In The Home We Build Together, Sacks illustrates the challenge facing multi-ethnic nations by describing three ways in which people can ‘live together’. Reflecting his British background, the former chief rabbi of the Commonwealth describes the first as ‘society as a country house’. This ‘speaks about host and guests. There are insiders and outsiders, the majority and minorities. There is one dominant culture, and if you don’t belong to it, you don’t really belong at all. You are not “one of us”. This is the assimilationist model, known in early 20th century America as “the melting pot”. It says minorities must lose their identity in order to belong.’
His second model is the opposite: the hotel. ‘Minorities don’t have to give up their identities in order to belong, because there is no such thing as belonging at all. There is no one dominant culture; there is no one national identity. There are no outsiders because there are no insiders either. This is the multiculturalism model. The danger is that it turns society into a series of non-communicating rooms. It can lead to segregation.’

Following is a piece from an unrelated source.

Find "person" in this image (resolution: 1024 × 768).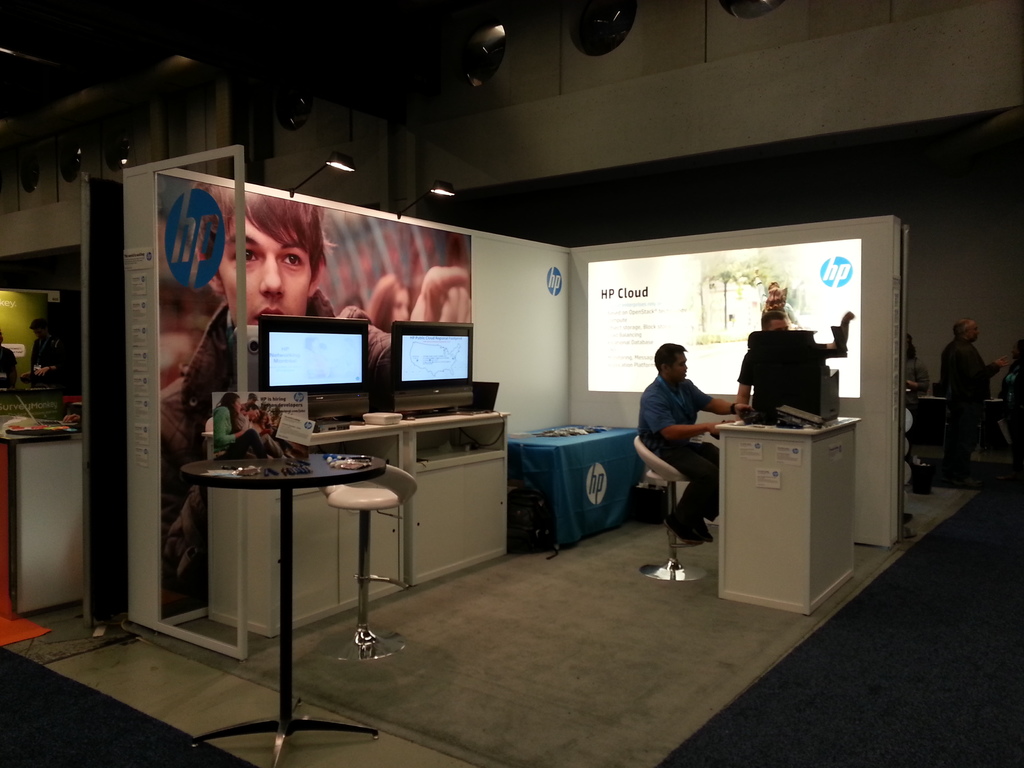
box=[265, 404, 285, 436].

Sacks’ third model is ‘the home we build together’. This model ‘values the identities of both the majority and minorities. It says: ‘We are different, but that does not mean there is nothing to bind us in shared belonging. What makes us different is what we are; what unites us is what we do. We create the common good. Society is not static but dynamic. It is not just something we inherit and inhabit: it is something we make. The more different we are, the richer the possibilities of what we make together. That means seeing difference not as separation but as contribution. Yes, we have our private rooms, but we also have our public spaces, and those public spaces matter to all of us, which is why we work together to make them as expansive and gracious as we can. That act of making creates belonging. This is society as integration without assimilation.’

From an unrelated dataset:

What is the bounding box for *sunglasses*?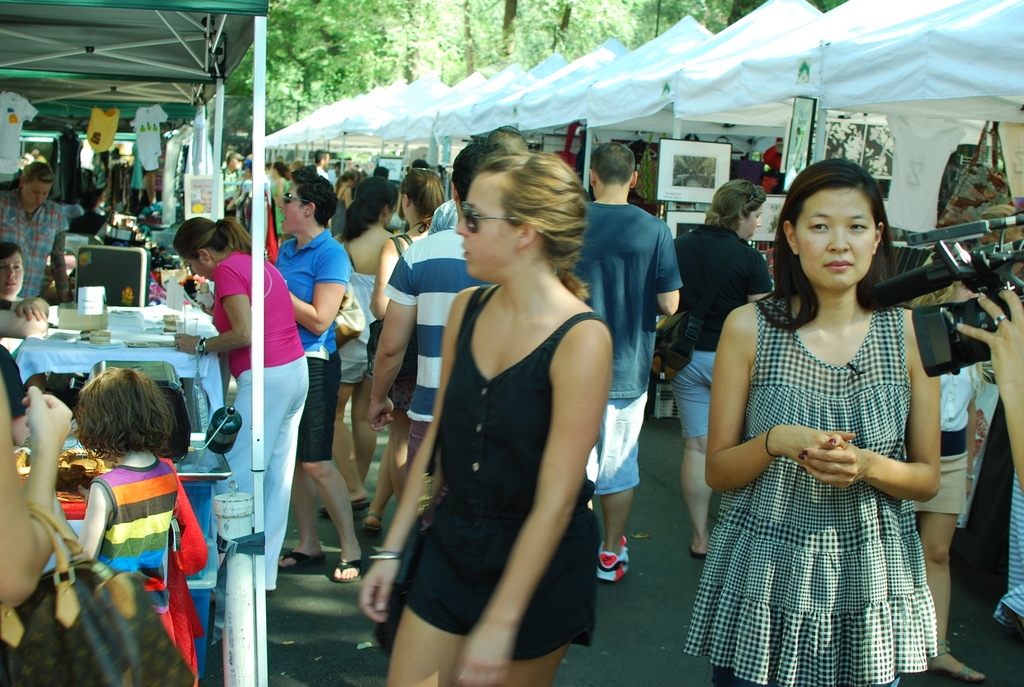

Sacks’ book is notably sub-titled ‘Recreating society’. Published in 2007, its central message resonates as much – possibly more – today than almost two decades ago. Britain, he wrote, had become a hotel. Reflecting on the terror attacks of 2005 and other events of the era, he argued for a return to liberal values. He was not alone. In December 2006, prime minister Tony Blair, in a speech entitled ‘The duty to integrate: Shared British values’, said there were limits to multiculturalism; that it was supposed to be not a celebration of division but of diversity; and the right to be a multicultural society ‘was always implicitly balanced by a duty to integrate…’. The events in Britain of the past months demonstrate how prescient were Sacks’ observations.
‘The real clash is between liberalism and multiculturalism. Liberalism is about the rights of individuals, multiculturalism about the rights of groups, and they are incompatible.’

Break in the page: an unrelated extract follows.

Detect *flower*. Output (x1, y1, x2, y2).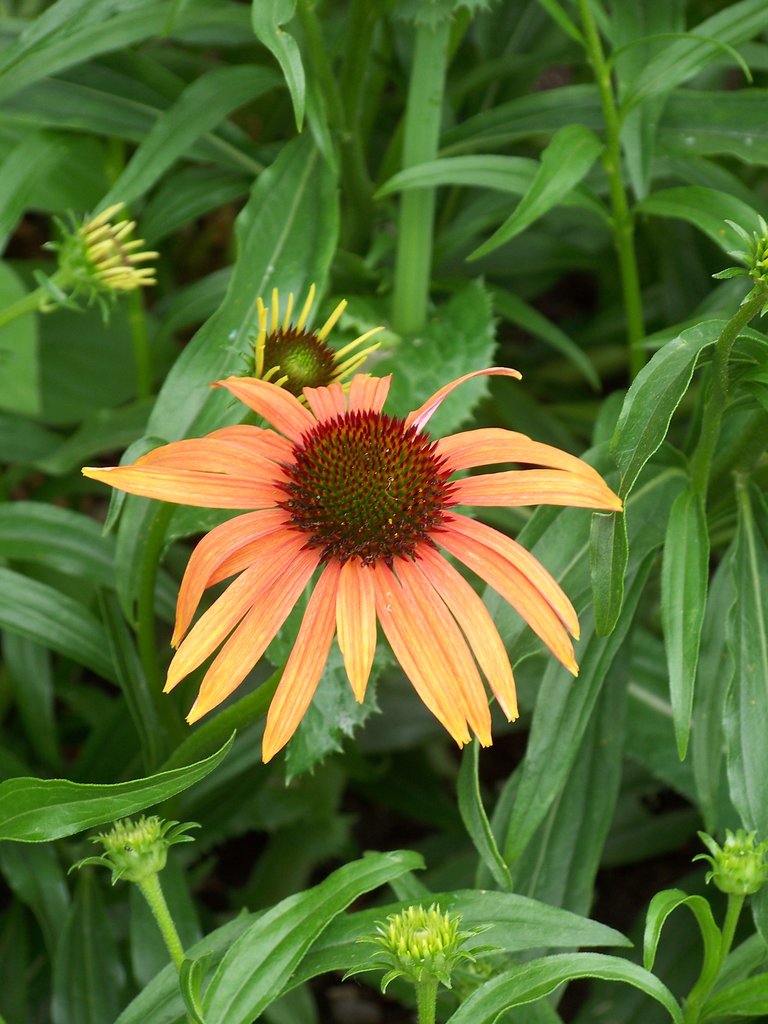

Is this not what we have observed in our streets in recent years? Sacks argued that the rise of the procedural state, and managerial politics has resulted in society as a hotel. Neither liberalism nor multiculturalism has an overarching structure to encourage loyalty to a harmonious society, he maintains. What is required is an integrated diversity. ‘What we build should be the central topic of the democratic conversation, a conversation scored for many voices, covering many subjects, but unified around the question: what kind of society do we seek to create for the sake of our children and grandchildren, not yet born?’
Current events underscore the imperative of this discussion.